Collected data entries:

[Start of Attachment]

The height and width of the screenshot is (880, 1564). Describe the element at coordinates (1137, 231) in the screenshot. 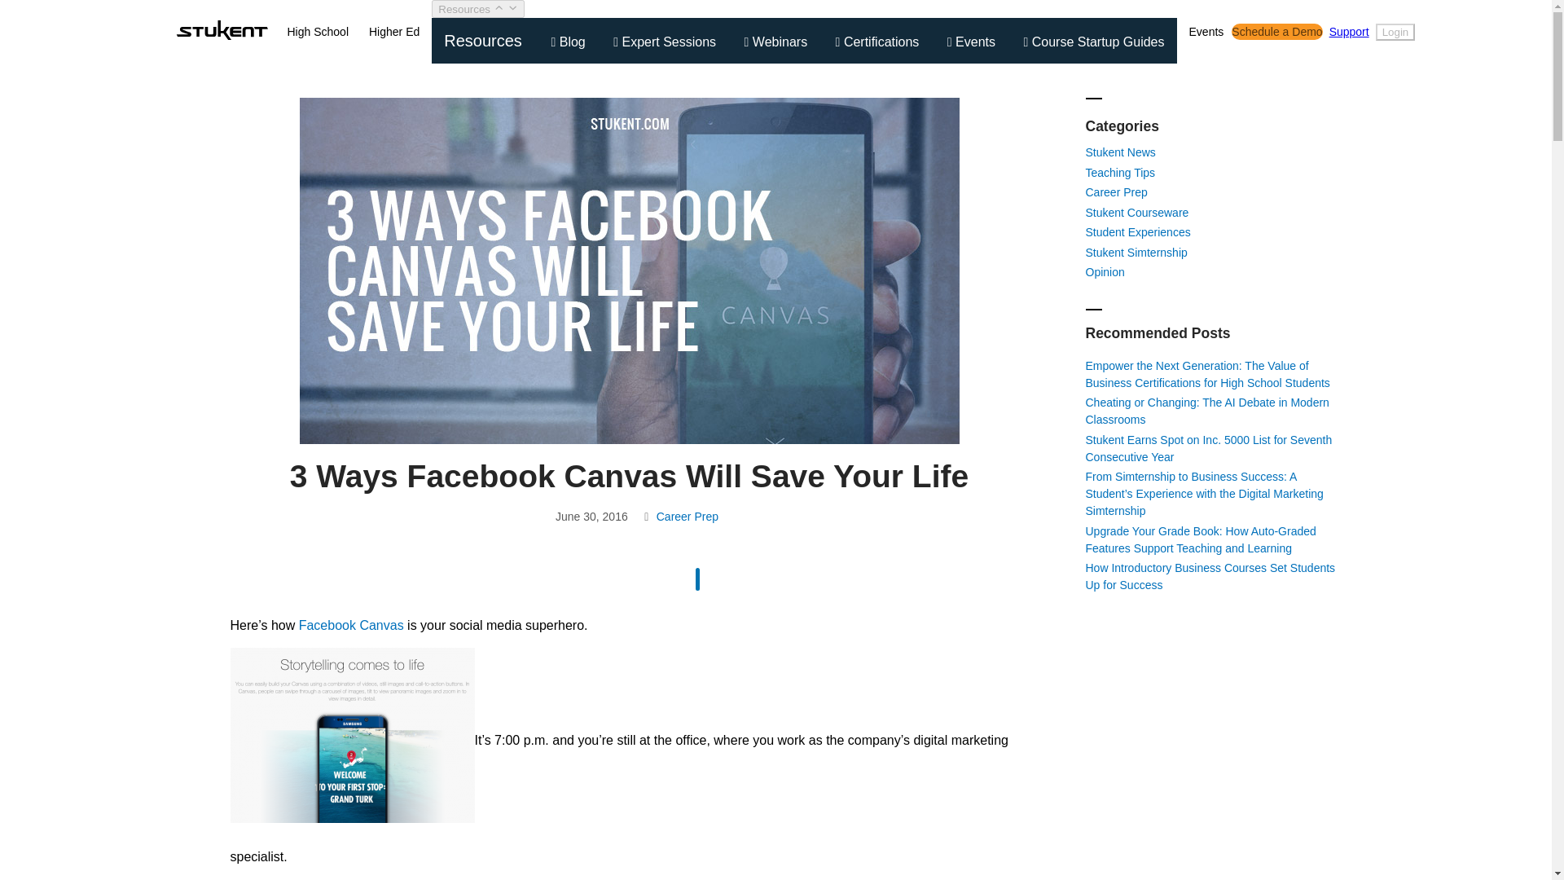

I see `Student Experiences` at that location.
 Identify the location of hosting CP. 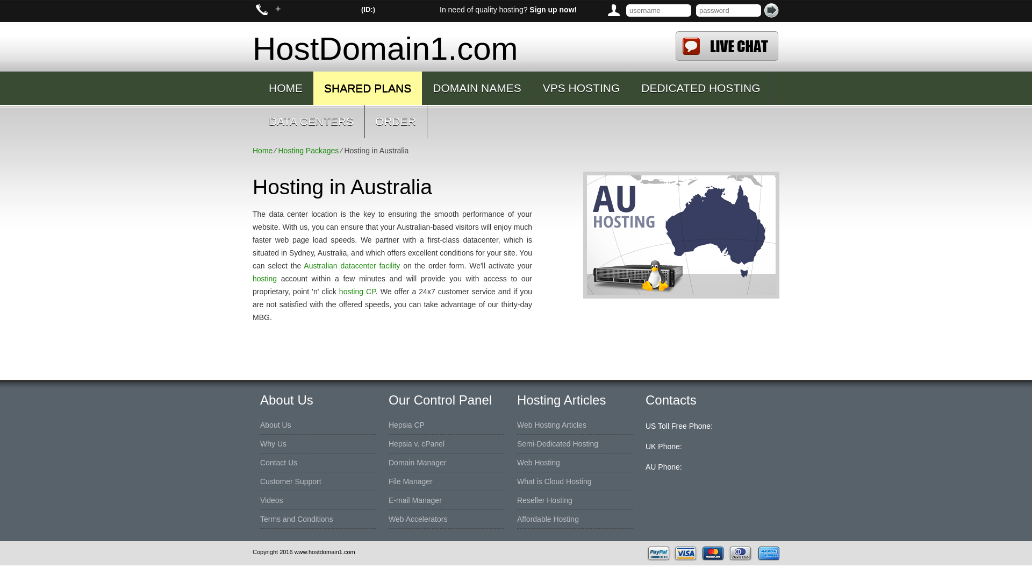
(357, 291).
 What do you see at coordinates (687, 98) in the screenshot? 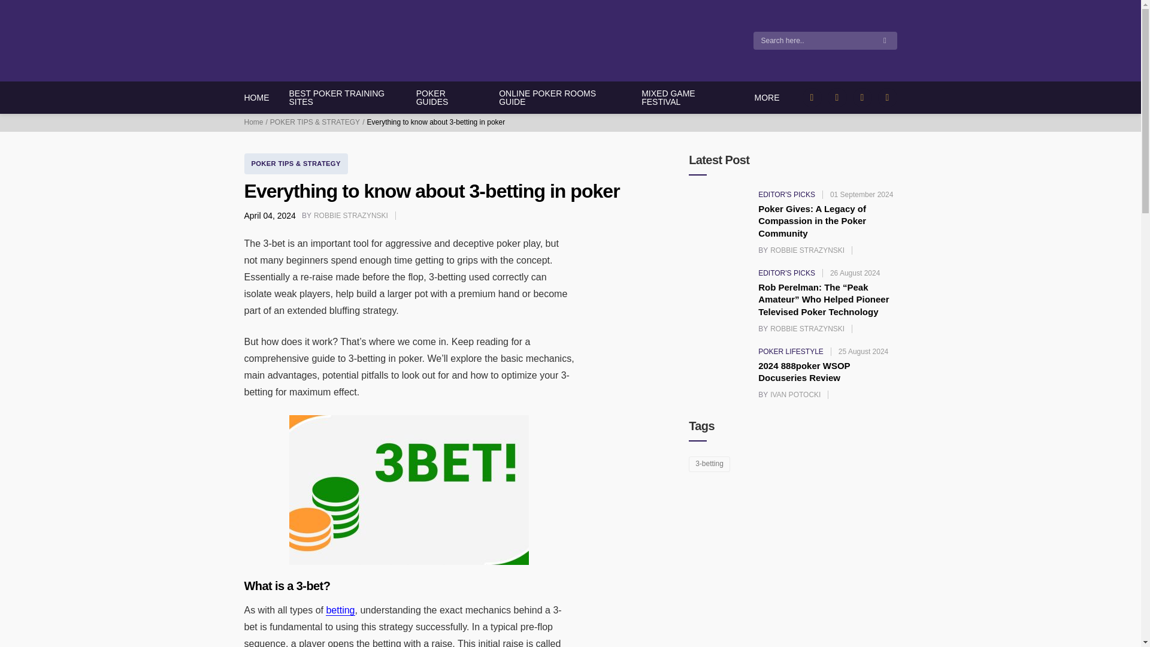
I see `ONLINE POKER ROOMS GUIDE` at bounding box center [687, 98].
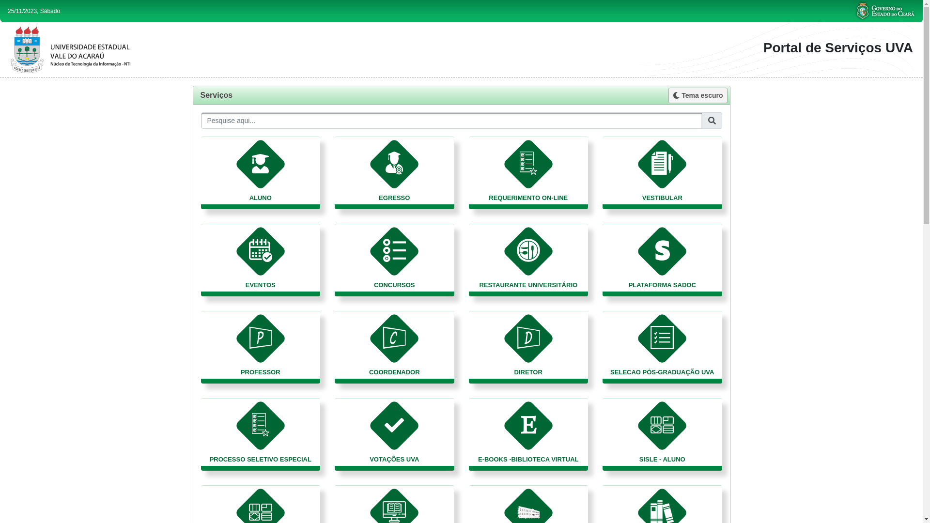 The width and height of the screenshot is (930, 523). I want to click on REQUERIMENTO ON-LINE, so click(529, 173).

[End of Attachment]

- _WORK INSTRUCTIONS_:
None of the pictures should appear; the rest of the entries must be reproduced exactly.

- _EXERCISE OUTPUT_:
The height and width of the screenshot is (880, 1564). Describe the element at coordinates (1137, 231) in the screenshot. 

I see `Student Experiences` at that location.
 Identify the location of hosting CP. 
(357, 291).
 What do you see at coordinates (687, 98) in the screenshot? 
I see `ONLINE POKER ROOMS GUIDE` at bounding box center [687, 98].
 The width and height of the screenshot is (930, 523). I want to click on REQUERIMENTO ON-LINE, so click(529, 173).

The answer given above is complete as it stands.